She crouched on the bank, meticulously watching the river. Early on she’d learnt to be a still, silent child at her father’s side. He had taught her to read the water. To look for signs and be patient.


‘Never rush God’s timing my girl,’ he had regularly preached.


The early May sun lifted itself above the horizon, whilst a soft haze of mist created by the previous night’s cool air rolled across the dew-drenched fields, down to where she sat on her haunches. A pungent mix of wild garlic and snowbell onion rising from the nearby woodland floor filled the air. Leaves in the overhanging trees hummed and feathered in the breeze, a gently murmuring backdrop to the contrasting cacophony of the dawn chorus. Although not yet warm enough for sand martins to begin their aerobatics high above the water, the early morning mayfly hatch was already skimming the surface, daring wild brown trout to rise and gorge upon them. She waited.

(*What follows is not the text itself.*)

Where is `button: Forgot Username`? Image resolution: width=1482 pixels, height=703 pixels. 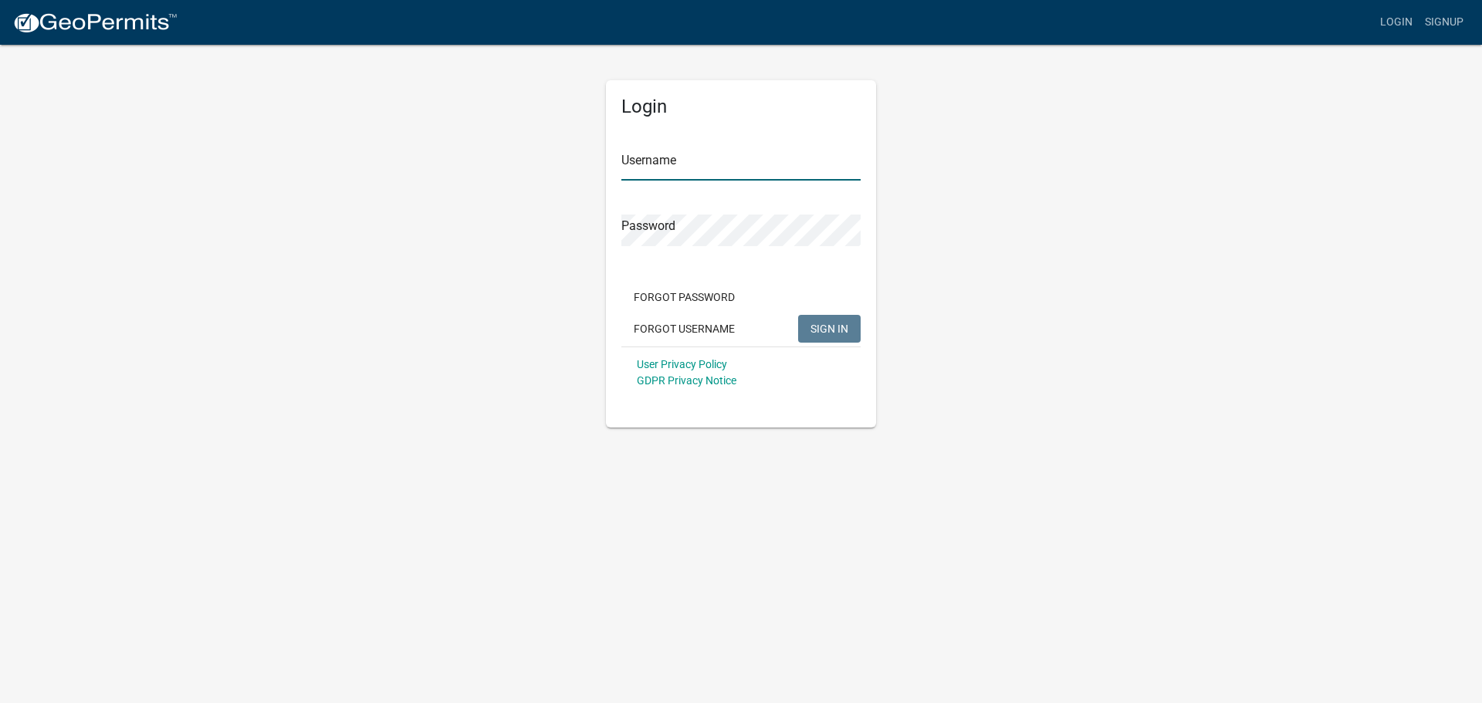 button: Forgot Username is located at coordinates (684, 329).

Suddenly, a tell-tale swirl. Her reflex was instant. Barely raising her body, she flicked her fly rod outwards. Glinting briefly in the rising sun, the hair-like thread at the end of the line fell delicately across the water, casting her fly to the outer edges of the ripples. Unable to resist, a brownie broke the surface, pink mouth gaping in greedy anticipation. She hesitated momentarily, savouring the familiar exhilaration flowing through her.


‘Shit!’ The unexpected tremor of her phone vibrating in a pocket broke her concentration. The rod jolted, sending warnings down the line. Food a-plenty elsewhere, the fish turned languidly away from the bobbing dry fly.


“You’d better come home love,” said the doctor, “He’s fading.”


She stole a final glance at the river, her eyes glistening with tears. But the wild brownie was long gone.